Robin: Wow, that was amazing! Thank you so much Fabrice.

Top 10 Quotes:

  1. On Antarctica: “It was one of the hardest things I’ve ever done, including creating a start-up and running it for decades.”
  2. On Antarctica: “Okay, it was exactly like a start-up. I did not know what I was doing.”
  3. On being a founder: “You can always push yourself more than you think you can.”
  4. On being a founder: “Clearly, there’s one thing I think founders have in common is that we’re more tolerant to risk than most.”
  5. On Antarctica: “Fear is not a feeling I have often, or if ever, experienced in any context. Frankly, I don’t remember the last time we’ve been afraid of anything.”
  6. On founding his first tech company: “At 23, I went on to build the “eBay of Europe”, raised 63 million venture money and had 150 employees in five countries. It was really like 10 million a month in GMV. And for a hot minute, I felt like I was on top of the world.”
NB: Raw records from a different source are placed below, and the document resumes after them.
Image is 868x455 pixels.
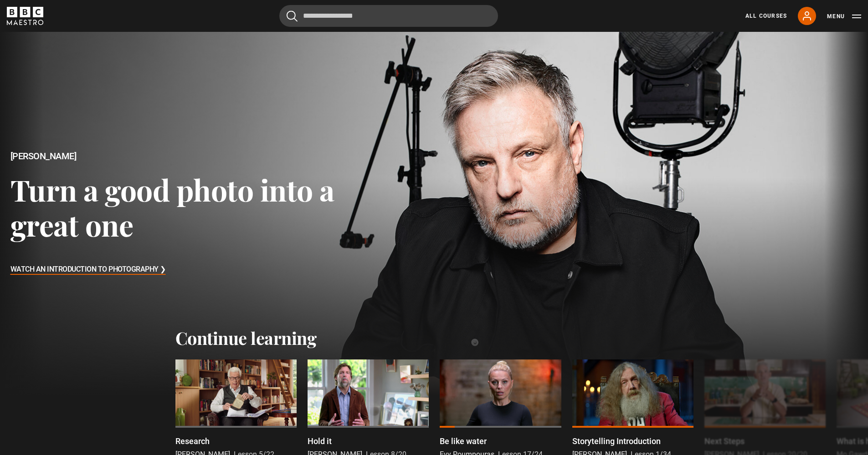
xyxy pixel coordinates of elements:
[827,12,861,21] button: Toggle navigation
[440,435,487,447] p: Be like water
[745,12,787,20] a: All Courses
[10,263,166,276] h3: Watch An Introduction to Photography ❯
[7,7,43,25] svg: BBC Maestro
[10,172,348,243] h3: Turn a good photo into a great one
[286,10,298,22] button: Submit the search query
[176,435,209,447] p: Research
[10,151,348,162] h2: [PERSON_NAME]
[307,435,331,447] p: Hold it
[176,328,693,349] h2: Continue learning
[572,435,660,447] p: Storytelling Introduction
[704,435,744,447] p: Next Steps
[279,5,498,27] input: Search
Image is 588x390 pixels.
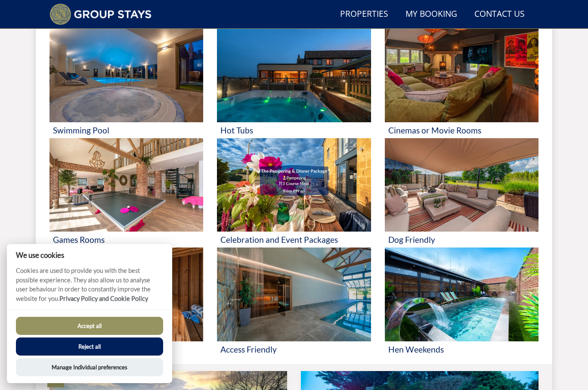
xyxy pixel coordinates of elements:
[50,28,203,138] a: 'Swimming Pool' - Large Group Accommodation Holiday Ideas Swimming Pool
[50,4,152,25] img: Group Stays
[388,345,535,354] h3: Hen Weekends
[7,266,172,309] p: Cookies are used to provide you with the best possible experience. They also allow us to analyse ...
[217,138,370,248] a: 'Celebration and Event Packages' - Large Group Accommodation Holiday Ideas Celebration and Event ...
[217,138,370,232] img: 'Celebration and Event Packages' - Large Group Accommodation Holiday Ideas
[7,251,172,259] h2: We use cookies
[217,28,370,138] a: 'Hot Tubs' - Large Group Accommodation Holiday Ideas Hot Tubs
[50,28,203,122] img: 'Swimming Pool' - Large Group Accommodation Holiday Ideas
[402,5,460,24] a: My Booking
[337,5,391,24] a: Properties
[385,138,538,248] a: 'Dog Friendly' - Large Group Accommodation Holiday Ideas Dog Friendly
[220,235,367,244] h3: Celebration and Event Packages
[16,358,163,376] button: Manage Individual preferences
[53,235,200,244] h3: Games Rooms
[16,337,163,356] button: Reject all
[385,138,538,232] img: 'Dog Friendly' - Large Group Accommodation Holiday Ideas
[53,126,200,135] h3: Swimming Pool
[217,248,370,357] a: 'Access Friendly' - Large Group Accommodation Holiday Ideas Access Friendly
[217,28,370,122] img: 'Hot Tubs' - Large Group Accommodation Holiday Ideas
[385,28,538,138] a: 'Cinemas or Movie Rooms' - Large Group Accommodation Holiday Ideas Cinemas or Movie Rooms
[385,248,538,357] a: 'Hen Weekends' - Large Group Accommodation Holiday Ideas Hen Weekends
[385,28,538,122] img: 'Cinemas or Movie Rooms' - Large Group Accommodation Holiday Ideas
[50,138,203,232] img: 'Games Rooms' - Large Group Accommodation Holiday Ideas
[220,345,367,354] h3: Access Friendly
[388,235,535,244] h3: Dog Friendly
[385,248,538,342] img: 'Hen Weekends' - Large Group Accommodation Holiday Ideas
[217,248,370,342] img: 'Access Friendly' - Large Group Accommodation Holiday Ideas
[60,295,148,303] a: Privacy Policy and Cookie Policy
[388,126,535,135] h3: Cinemas or Movie Rooms
[220,126,367,135] h3: Hot Tubs
[50,138,203,248] a: 'Games Rooms' - Large Group Accommodation Holiday Ideas Games Rooms
[471,5,528,24] a: Contact Us
[16,317,163,335] button: Accept all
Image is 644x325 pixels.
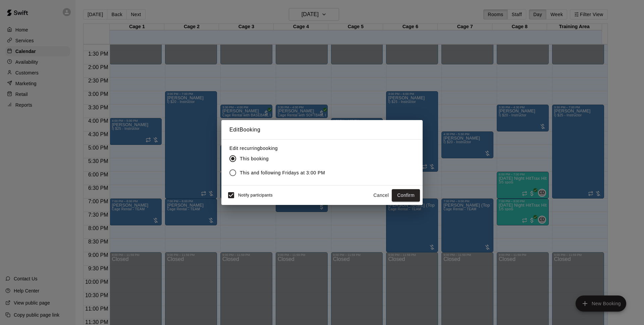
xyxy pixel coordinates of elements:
[240,155,269,162] span: This booking
[240,169,325,176] span: This and following Fridays at 3:00 PM
[221,120,423,140] h2: Edit Booking
[229,145,330,151] label: Edit recurring booking
[238,193,273,198] span: Notify participants
[392,189,420,202] button: Confirm
[370,189,392,202] button: Cancel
  7. On being a tech founder: “I realized, you know what, I didn’t do this for the money anyway. I like creating something out of nothing. I like the zero to one.”
  8. On founding Zingy: “I lived in New York essentially on $2 a day for two years. Slept on a couch in the office. We rented the office, so I could only afford four pieces of ramen noodles per day. I invested every last penny I had. It was extraordinarily tough, but ultimately we grabbed the victory from the jaws of defeat when on August 15 2003, we became profitable.”
  9. “What’s interesting, is that the most meaningful point in my life is not the day I sold the company and made like 40 million bucks as a 29 year old. It’s the day we became profitable. Because the day we became profitable, we became masters of our own destiny.”
  10. “We have a policy whereby if you’re a founder that has done right by us, and you’ve had an amazing exit with us, and we backed your first company, no matter what you do in your second company, no matter the valuation, no matter whatever, you get a check.”